I became a little intrigued by the idea of what constitutes ‘Australian’ writing recently, after listening to the topic hotly debated by an Adelaide Writers’ Week panel last month. Chloe Hooper, Michelle De Kretser, Robert Dessaix and Malcolm Knox had come together to talk about the Macquarie Anthology of Australian Literature (which De Kretser and Dessaix were included in). Dessaix provocatively argued that while the anthology is a fine one, it’s somewhat redundant in an age of globalisation, when national identities and national cultures are more difficult to define. A definitively ‘Australian’ culture, he argued, no longer really exists – something he partially blamed on post-war diversity and the incursions of American culture.
‘There’s nothing distinctive about us,’ he said. ‘There’s a hierarchy. England and America can do whatever they like. Everyone else has to do something distinctive.’ Knox agreed, saying that The Slap, which will be published in the UK, came up against those kinds of difficulties when looking for a publisher – that it was about suburban life in the Western world, rather than the exotic settings of the outback or a coastal surfing town. ‘In The Slap, Christos Tsiolkas is in Melbourne writing about his world in Melbourne with the confidence of Philip Roth writing about his world in New York. He’s about to challenge that view that Robert has just put.’
Hooper and De Kretser passionately argued for the contemporary, diverse, definition of Australian literature – as something that can encompass De Kretser’s The Hamilton Case, set in Sri Lanka, and Dessaix’s engagement with the wider world in books like his latest, Arabesques. And, of course, more typically ‘Australian’ books like Hooper’s masterpiece of reportage on a Palm Island death in custody, The Tall Man. ‘I feel proud to be in an anthology of Australian literature,’ said the Sri-Lankan born De Kretser. ‘It does give pleasure to some people and make them feel like they’re finally accepted as being Australian.’
Asked in a later Writers’ Week session if she felt part of a body of ‘Australian writing’, Charlotte Wood said, ‘I really like it when people say my work is very Australian.’ She said that her recent anthology, Brothers and Sisters (which includes Nam Le writing his version of the story behind the Salt nightclub murders) has often been described in that fashion, though ‘there’s no kangaroos or bush settings, nothing distinctive you can put your finger on as Australian.’
And the current Miles Franklin longlist seems to be leaning towards a wider definition of ‘Australian life in any of its phases’. Peter Carey’s longlisted Parrott and Olivier in America is only tenuously linked to Australia (by its convict narrator).
‘I do think our notions of Australianness are now broad enough to admit all sorts of things,’ said James Bradley in a discussion about the longlist on his blog. Delia Falconer concurred: ‘Having a wider sense of the world, and seeing ourselves as players in it, with authority to write about it even without Australian characters or setting, is, I would argue, also very “Australian”.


● Task: An unaltered copy of the listing below is required.

● Listed records:
* * * * *
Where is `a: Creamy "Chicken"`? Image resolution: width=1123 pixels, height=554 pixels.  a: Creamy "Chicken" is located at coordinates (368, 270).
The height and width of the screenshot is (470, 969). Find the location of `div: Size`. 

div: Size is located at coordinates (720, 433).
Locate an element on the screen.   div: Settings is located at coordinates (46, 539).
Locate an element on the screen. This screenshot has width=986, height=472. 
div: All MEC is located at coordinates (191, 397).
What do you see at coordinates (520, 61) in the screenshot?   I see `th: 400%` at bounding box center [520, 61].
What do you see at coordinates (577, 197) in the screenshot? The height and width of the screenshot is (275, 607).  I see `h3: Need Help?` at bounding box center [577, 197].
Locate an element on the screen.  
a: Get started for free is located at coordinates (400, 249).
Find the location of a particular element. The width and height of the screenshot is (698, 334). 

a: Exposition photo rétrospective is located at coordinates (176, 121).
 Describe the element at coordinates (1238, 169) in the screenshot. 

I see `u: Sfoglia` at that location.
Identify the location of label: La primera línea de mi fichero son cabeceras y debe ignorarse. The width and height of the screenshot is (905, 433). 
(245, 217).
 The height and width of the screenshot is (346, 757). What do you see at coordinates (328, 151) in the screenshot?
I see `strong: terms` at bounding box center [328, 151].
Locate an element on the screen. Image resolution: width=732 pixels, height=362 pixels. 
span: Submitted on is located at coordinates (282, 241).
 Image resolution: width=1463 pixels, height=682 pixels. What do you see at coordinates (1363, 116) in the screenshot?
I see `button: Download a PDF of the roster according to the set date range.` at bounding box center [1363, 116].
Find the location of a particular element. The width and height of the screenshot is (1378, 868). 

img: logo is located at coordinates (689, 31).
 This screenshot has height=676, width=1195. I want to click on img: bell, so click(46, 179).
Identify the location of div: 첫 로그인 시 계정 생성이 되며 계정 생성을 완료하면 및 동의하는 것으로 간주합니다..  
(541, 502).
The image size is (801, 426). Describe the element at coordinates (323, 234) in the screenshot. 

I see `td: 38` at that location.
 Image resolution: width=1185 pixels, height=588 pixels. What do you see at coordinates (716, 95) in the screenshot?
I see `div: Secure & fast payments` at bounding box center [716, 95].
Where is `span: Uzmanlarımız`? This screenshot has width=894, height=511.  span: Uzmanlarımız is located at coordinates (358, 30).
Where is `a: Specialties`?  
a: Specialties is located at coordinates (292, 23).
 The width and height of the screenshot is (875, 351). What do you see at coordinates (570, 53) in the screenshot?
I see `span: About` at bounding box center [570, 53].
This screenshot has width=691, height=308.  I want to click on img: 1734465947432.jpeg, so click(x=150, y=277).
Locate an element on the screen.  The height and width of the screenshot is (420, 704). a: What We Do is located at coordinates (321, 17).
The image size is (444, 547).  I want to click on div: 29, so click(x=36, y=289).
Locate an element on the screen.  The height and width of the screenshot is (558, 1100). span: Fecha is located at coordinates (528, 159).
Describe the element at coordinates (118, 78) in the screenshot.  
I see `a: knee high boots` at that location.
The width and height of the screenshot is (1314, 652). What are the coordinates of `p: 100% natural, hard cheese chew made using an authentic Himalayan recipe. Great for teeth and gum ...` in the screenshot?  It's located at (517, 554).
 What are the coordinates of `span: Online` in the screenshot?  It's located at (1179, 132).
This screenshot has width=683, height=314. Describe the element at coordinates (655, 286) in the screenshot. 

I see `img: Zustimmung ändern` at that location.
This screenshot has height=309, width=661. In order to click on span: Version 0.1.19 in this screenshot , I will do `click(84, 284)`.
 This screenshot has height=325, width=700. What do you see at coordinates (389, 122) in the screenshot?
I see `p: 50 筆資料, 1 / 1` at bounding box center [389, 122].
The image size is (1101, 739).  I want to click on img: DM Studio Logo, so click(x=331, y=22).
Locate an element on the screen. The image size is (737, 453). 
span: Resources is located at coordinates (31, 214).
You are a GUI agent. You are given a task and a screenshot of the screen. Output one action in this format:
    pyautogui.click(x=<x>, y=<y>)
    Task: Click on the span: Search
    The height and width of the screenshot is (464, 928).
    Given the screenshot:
* * * * *
● Answer to this exercise:
Where is `a: Creamy "Chicken"`? Image resolution: width=1123 pixels, height=554 pixels.  a: Creamy "Chicken" is located at coordinates (368, 270).
The height and width of the screenshot is (470, 969). Find the location of `div: Size`. 

div: Size is located at coordinates (720, 433).
Locate an element on the screen.   div: Settings is located at coordinates (46, 539).
Locate an element on the screen. This screenshot has width=986, height=472. 
div: All MEC is located at coordinates (191, 397).
What do you see at coordinates (520, 61) in the screenshot?   I see `th: 400%` at bounding box center [520, 61].
What do you see at coordinates (577, 197) in the screenshot? The height and width of the screenshot is (275, 607).  I see `h3: Need Help?` at bounding box center [577, 197].
Locate an element on the screen.  
a: Get started for free is located at coordinates (400, 249).
Find the location of a particular element. The width and height of the screenshot is (698, 334). 

a: Exposition photo rétrospective is located at coordinates (176, 121).
 Describe the element at coordinates (1238, 169) in the screenshot. 

I see `u: Sfoglia` at that location.
Identify the location of label: La primera línea de mi fichero son cabeceras y debe ignorarse. The width and height of the screenshot is (905, 433). 
(245, 217).
 The height and width of the screenshot is (346, 757). What do you see at coordinates (328, 151) in the screenshot?
I see `strong: terms` at bounding box center [328, 151].
Locate an element on the screen. Image resolution: width=732 pixels, height=362 pixels. 
span: Submitted on is located at coordinates (282, 241).
 Image resolution: width=1463 pixels, height=682 pixels. What do you see at coordinates (1363, 116) in the screenshot?
I see `button: Download a PDF of the roster according to the set date range.` at bounding box center [1363, 116].
Find the location of a particular element. The width and height of the screenshot is (1378, 868). 

img: logo is located at coordinates (689, 31).
 This screenshot has height=676, width=1195. I want to click on img: bell, so click(46, 179).
Identify the location of div: 첫 로그인 시 계정 생성이 되며 계정 생성을 완료하면 및 동의하는 것으로 간주합니다..  
(541, 502).
The image size is (801, 426). Describe the element at coordinates (323, 234) in the screenshot. 

I see `td: 38` at that location.
 Image resolution: width=1185 pixels, height=588 pixels. What do you see at coordinates (716, 95) in the screenshot?
I see `div: Secure & fast payments` at bounding box center [716, 95].
Where is `span: Uzmanlarımız`? This screenshot has width=894, height=511.  span: Uzmanlarımız is located at coordinates (358, 30).
Where is `a: Specialties`?  
a: Specialties is located at coordinates (292, 23).
 The width and height of the screenshot is (875, 351). What do you see at coordinates (570, 53) in the screenshot?
I see `span: About` at bounding box center [570, 53].
This screenshot has width=691, height=308.  I want to click on img: 1734465947432.jpeg, so click(x=150, y=277).
Locate an element on the screen.  The height and width of the screenshot is (420, 704). a: What We Do is located at coordinates (321, 17).
The image size is (444, 547).  I want to click on div: 29, so click(x=36, y=289).
Locate an element on the screen.  The height and width of the screenshot is (558, 1100). span: Fecha is located at coordinates (528, 159).
Describe the element at coordinates (118, 78) in the screenshot.  
I see `a: knee high boots` at that location.
The width and height of the screenshot is (1314, 652). What are the coordinates of `p: 100% natural, hard cheese chew made using an authentic Himalayan recipe. Great for teeth and gum ...` in the screenshot?  It's located at (517, 554).
 What are the coordinates of `span: Online` in the screenshot?  It's located at (1179, 132).
This screenshot has width=683, height=314. Describe the element at coordinates (655, 286) in the screenshot. 

I see `img: Zustimmung ändern` at that location.
This screenshot has height=309, width=661. In order to click on span: Version 0.1.19 in this screenshot , I will do `click(84, 284)`.
 This screenshot has height=325, width=700. What do you see at coordinates (389, 122) in the screenshot?
I see `p: 50 筆資料, 1 / 1` at bounding box center [389, 122].
The image size is (1101, 739).  I want to click on img: DM Studio Logo, so click(x=331, y=22).
Locate an element on the screen. The image size is (737, 453). 
span: Resources is located at coordinates (31, 214).
You are a GUI agent. You are given a task and a screenshot of the screen. Output one action in this format:
    pyautogui.click(x=<x>, y=<y>)
    Task: Click on the span: Search
    The height and width of the screenshot is (464, 928).
    Given the screenshot:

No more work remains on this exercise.